Shortly into my new-found workshop fun, I was commissioned to make a white oak corner whatnot by another colleague of mine. He was a collector of antiques and in his earlier years had been a draughtsman. I asked him to draw on graph paper the shape he desired. I studied photographs of whatnots but could not find what I was looking for. My workshop owner friend had an excellent library of workshop and furniture books including Mr Pane's inspiring wood turning bible, at least, I regarded it as such.

I set about designing an original corner whatnot. I said to myself that an average man who is six foot tall must at six foot distance from the whatnot, be able to see all items on display on the shelves. This resulted in a design where, the distance between shelves decreased from the base shelf towards the top shelf. Each successive shelf became proportionally smaller from bottom to top. Thus, when viewed from the side the leading edges of the quarter quadrant shelves formed a parabolic continuation. The whatnot had five shelves.

Finding the wood was no problem in those days as I was well known to the timber merchants. I bought inch and a half square stock of which some eight feet had a beautiful plum coloured styration running through the middle of the piece. It would be excellent for the near eye level spacer legs to be. One by eighteen inch boards completed the timber requirement. As far as the gate control was concerned they were offcuts at One Rand for the lot! That for Japanese oak, nogal.

I thought this delightful would take a month of evenings and full week-ends to finish, but 'lo and behold by the sixth evening it was standing unglued erected on a perfectly flat level cast iron work plate on top of the bench. This cast iron work plate was in fact an old coal stove top which was part of a wire lampshade frame making kit, but thats another story.

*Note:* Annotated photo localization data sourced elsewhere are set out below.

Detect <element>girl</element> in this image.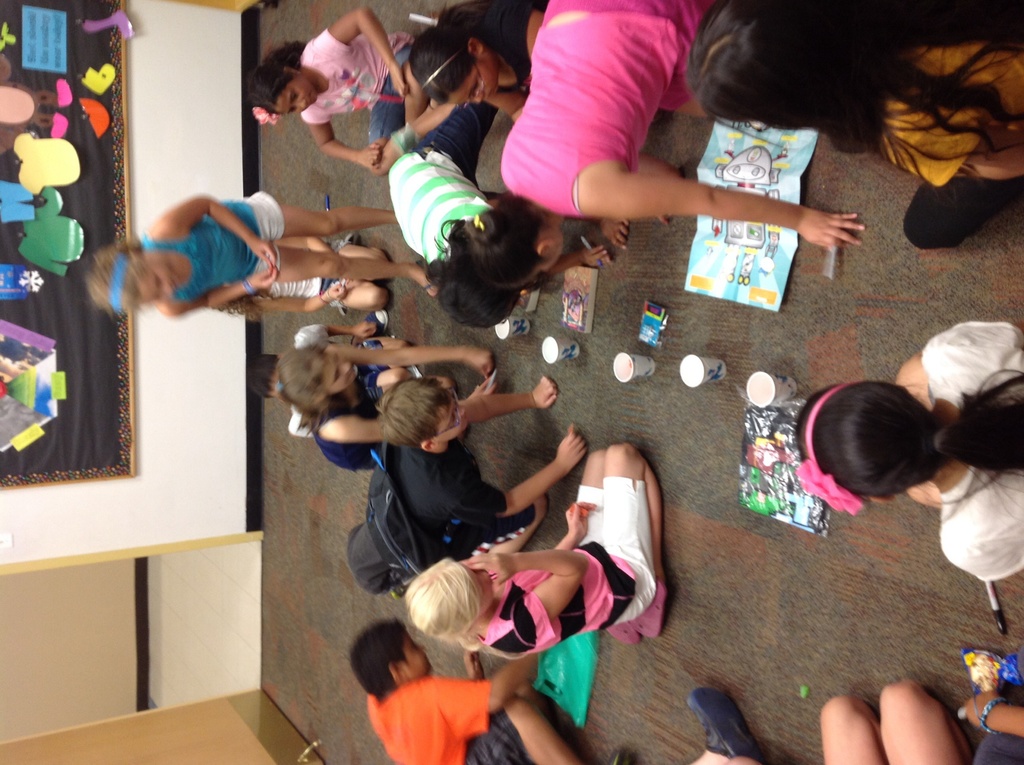
Detection: Rect(280, 347, 492, 474).
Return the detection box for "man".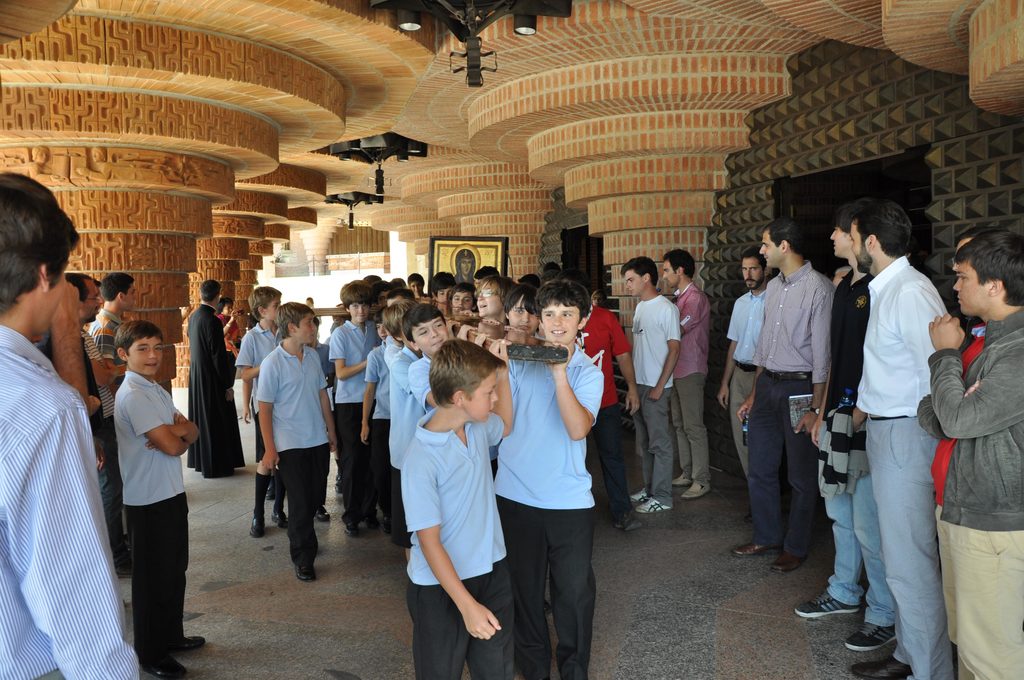
box(180, 275, 237, 492).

My old friend and his wife had gone to the movies that Saturday night and returned at 10.30pm in his grey MG Magnette. He pulled into the workshop and did not say a word. He and his wife disappeared into the house. He returned a few minutes later bearing, on a silver tray, Scotch ice and water. He poured two stiff drinks. The toast was, "To Beauty".

The finish was to sanding sealer as the new owner would, while he lived, Turtle Wax the piece once a week.
I charged him 25 Rand for the commission and I have heard recently that his surviving wife has received offers high up in the thousands for the piece. It is now part of her family in more ways than one. She refuses to sell.